HOW MUCH LATER she doesn’t know — she seems to wake and yet to have barely caught her breath — there’s a knock at the door, a pounding, and she presses her back to the wall. It’s Colin, she’s sure. He’s come for her, and it’s only the sound of her father’s cursing that stops her crying out. “I’m bloody coming!” he shouts, and it thrills her, the prospect of him turning his rage on Colin. She hears him shuffling down the passage, the rattle of the matchbox, the rasp as he strikes a light, followed by the slosh of the paraffin lamp. And then he’s calling out in Welsh, “Who’s there?” and the answer, in English, “It’s me, Evans, and you can keep a civil tongue. I’ve brought you something of yours.” For an insane moment, she thinks, The constable, thank God, he can arrest Colin! and then it dawns on her: Colin isn’t here, never was.

In her relief, she misses the start of the exchange, climbs out of bed, and makes her way on trembling legs to the glowing frame of her door.

“—wouldn’t tell them where he lived,” Parry is saying, “so they dumped him on me.” She peers into the passage, sees her father, his back to her, at the front door, Parry before him with his hands on Jim’s shoulders. “Wouldn’t tell them anything, as a matter of fact — just his name, over and over, to all their questions.”

“I’d have given them a rank and serial number if I had one,” Jim tells them, and Esther, coming forward and catching his eye, puts a finger to her lips. He’s in enough trouble already, and for a moment the thought of someone else’s problems steadies her, and she smoothes a hand down the front of her rumpled skirt.

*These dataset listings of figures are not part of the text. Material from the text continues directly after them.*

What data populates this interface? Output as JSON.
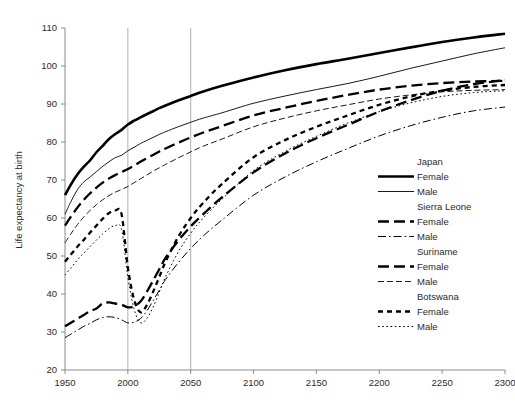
{
  "chart_data": {
    "type": "line",
    "title": "",
    "xlabel": "",
    "ylabel": "Life expectancy at birth",
    "xlim": [
      1950,
      2300
    ],
    "ylim": [
      20,
      110
    ],
    "xticks": [
      1950,
      2000,
      2050,
      2100,
      2150,
      2200,
      2250,
      2300
    ],
    "xtick_labels": [
      "1950",
      "2000",
      "2050",
      "2100",
      "2150",
      "2200",
      "2250",
      "2300"
    ],
    "yticks": [
      20,
      30,
      40,
      50,
      60,
      70,
      80,
      90,
      100,
      110
    ],
    "ytick_labels": [
      "20",
      "30",
      "40",
      "50",
      "60",
      "70",
      "80",
      "90",
      "100",
      "110"
    ],
    "grid": false,
    "vertical_reference_lines": [
      2000,
      2050
    ],
    "legend_position": "right-inside",
    "legend_groups": [
      {
        "country": "Japan",
        "entries": [
          {
            "label": "Female",
            "style": "solid-thick"
          },
          {
            "label": "Male",
            "style": "solid-thin"
          }
        ]
      },
      {
        "country": "Sierra Leone",
        "entries": [
          {
            "label": "Female",
            "style": "dashed-thick"
          },
          {
            "label": "Male",
            "style": "dashdot-thin"
          }
        ]
      },
      {
        "country": "Suriname",
        "entries": [
          {
            "label": "Female",
            "style": "dashed-thick"
          },
          {
            "label": "Male",
            "style": "dashed-thin"
          }
        ]
      },
      {
        "country": "Botswana",
        "entries": [
          {
            "label": "Female",
            "style": "dotted-dash-thick"
          },
          {
            "label": "Male",
            "style": "dotted-thin"
          }
        ]
      }
    ],
    "x": [
      1950,
      1955,
      1960,
      1965,
      1970,
      1975,
      1980,
      1985,
      1990,
      1995,
      2000,
      2005,
      2010,
      2015,
      2020,
      2025,
      2030,
      2040,
      2050,
      2060,
      2075,
      2100,
      2125,
      2150,
      2175,
      2200,
      2225,
      2250,
      2275,
      2300
    ],
    "series": [
      {
        "name": "Japan Female",
        "country": "Japan",
        "sex": "Female",
        "style": "solid-thick",
        "values": [
          66.0,
          69.0,
          71.5,
          73.5,
          75.2,
          77.3,
          79.0,
          80.8,
          82.1,
          83.2,
          84.6,
          85.6,
          86.5,
          87.3,
          88.1,
          88.9,
          89.6,
          90.9,
          92.1,
          93.3,
          94.8,
          97.0,
          98.9,
          100.5,
          101.9,
          103.4,
          104.9,
          106.3,
          107.5,
          108.5
        ]
      },
      {
        "name": "Japan Male",
        "country": "Japan",
        "sex": "Male",
        "style": "solid-thin",
        "values": [
          61.0,
          64.5,
          67.5,
          69.5,
          70.8,
          72.2,
          73.6,
          74.8,
          75.9,
          76.5,
          77.7,
          78.6,
          79.6,
          80.4,
          81.2,
          82.0,
          82.7,
          84.0,
          85.2,
          86.3,
          87.7,
          90.2,
          92.1,
          93.8,
          95.4,
          97.3,
          99.4,
          101.3,
          103.2,
          104.8
        ]
      },
      {
        "name": "Sierra Leone Female",
        "country": "Sierra Leone",
        "sex": "Female",
        "style": "dashed-thick",
        "values": [
          31.5,
          32.5,
          33.5,
          34.5,
          35.5,
          36.2,
          37.5,
          37.8,
          37.5,
          37.2,
          36.5,
          36.8,
          38.0,
          40.5,
          43.5,
          46.5,
          49.5,
          54.0,
          57.8,
          61.0,
          65.5,
          72.0,
          77.0,
          81.0,
          84.5,
          88.0,
          91.0,
          93.5,
          95.2,
          96.3
        ]
      },
      {
        "name": "Sierra Leone Male",
        "country": "Sierra Leone",
        "sex": "Male",
        "style": "dashdot-thin",
        "values": [
          28.5,
          29.5,
          30.5,
          31.5,
          32.3,
          33.2,
          33.8,
          34.0,
          33.8,
          33.2,
          32.4,
          32.6,
          33.5,
          35.5,
          38.2,
          41.0,
          43.8,
          48.2,
          52.0,
          55.3,
          59.5,
          66.0,
          70.8,
          74.8,
          78.3,
          81.6,
          84.3,
          86.5,
          88.2,
          89.2
        ]
      },
      {
        "name": "Suriname Female",
        "country": "Suriname",
        "sex": "Female",
        "style": "dashed-thick",
        "values": [
          58.0,
          60.5,
          62.8,
          64.8,
          66.5,
          68.0,
          69.3,
          70.4,
          71.3,
          72.1,
          72.9,
          73.8,
          74.8,
          75.7,
          76.6,
          77.5,
          78.3,
          79.8,
          81.2,
          82.5,
          84.2,
          87.0,
          89.0,
          90.8,
          92.4,
          93.8,
          94.8,
          95.5,
          95.9,
          96.1
        ]
      },
      {
        "name": "Suriname Male",
        "country": "Suriname",
        "sex": "Male",
        "style": "dashed-thin",
        "values": [
          53.5,
          56.0,
          58.3,
          60.3,
          62.0,
          63.5,
          64.8,
          65.9,
          66.8,
          67.5,
          68.3,
          69.3,
          70.3,
          71.3,
          72.3,
          73.2,
          74.1,
          75.8,
          77.4,
          78.9,
          80.8,
          84.0,
          86.3,
          88.2,
          89.8,
          91.3,
          92.4,
          93.2,
          93.6,
          93.8
        ]
      },
      {
        "name": "Botswana Female",
        "country": "Botswana",
        "sex": "Female",
        "style": "dotted-dash-thick",
        "values": [
          48.5,
          50.5,
          52.5,
          54.3,
          56.2,
          58.0,
          59.8,
          61.3,
          62.0,
          61.0,
          47.0,
          38.5,
          35.2,
          37.0,
          40.5,
          44.5,
          48.5,
          55.0,
          60.0,
          64.0,
          69.0,
          76.0,
          80.5,
          84.0,
          87.0,
          89.8,
          92.0,
          93.5,
          94.5,
          95.0
        ]
      },
      {
        "name": "Botswana Male",
        "country": "Botswana",
        "sex": "Male",
        "style": "dotted-thin",
        "values": [
          45.0,
          47.0,
          49.0,
          50.8,
          52.5,
          54.2,
          55.8,
          57.2,
          58.0,
          57.0,
          44.5,
          36.0,
          32.5,
          33.5,
          36.5,
          40.5,
          44.5,
          51.0,
          56.0,
          60.0,
          65.0,
          72.5,
          77.5,
          81.5,
          85.0,
          88.0,
          90.3,
          92.0,
          93.0,
          93.5
        ]
      }
    ]
  }
}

She should have known, of course. The disturbance at the camp, the interruption that drove Colin off. It must have been the local boys. They’d been watching the camp ever since the sappers first pecked out the perimeter of the site with mallets and surveying stakes — stakes that had started showing up thrust through boys’ belt loops like cutlasses, brandished in high-street duels (“Errol Flynn!” “Douglas Fairbanks!”). The boys were the ones who’d kept the village informed of the sappers’ progress, fueling speculation about the base’s purpose, growing more and more impatient with the mystery. “It’s top secret,” Esther told Jim when he begged her to ask one of the sappers at the pub, but the way his face fell, you would have thought it was the top secret, out of all the many adult things he wasn’t old enough to hear or understand. Parry, with whom the boys have a running feud (their favorite trick: reporting a naked light during blackout and, when he comes running, mooning him, the gang of them, arses hanging out of their drawers), had said they were up to something. And she should have known Jim would get mixed up in it. He isn’t well liked by the local lads — few of the evacuees are, but Jim is small for his age, and his fiery temper makes him easy to goad (his last name, Leadbetter, has earned him the nickname Bedwetter) — but it doesn’t stop him from trying to ingratiate himself by getting into trouble.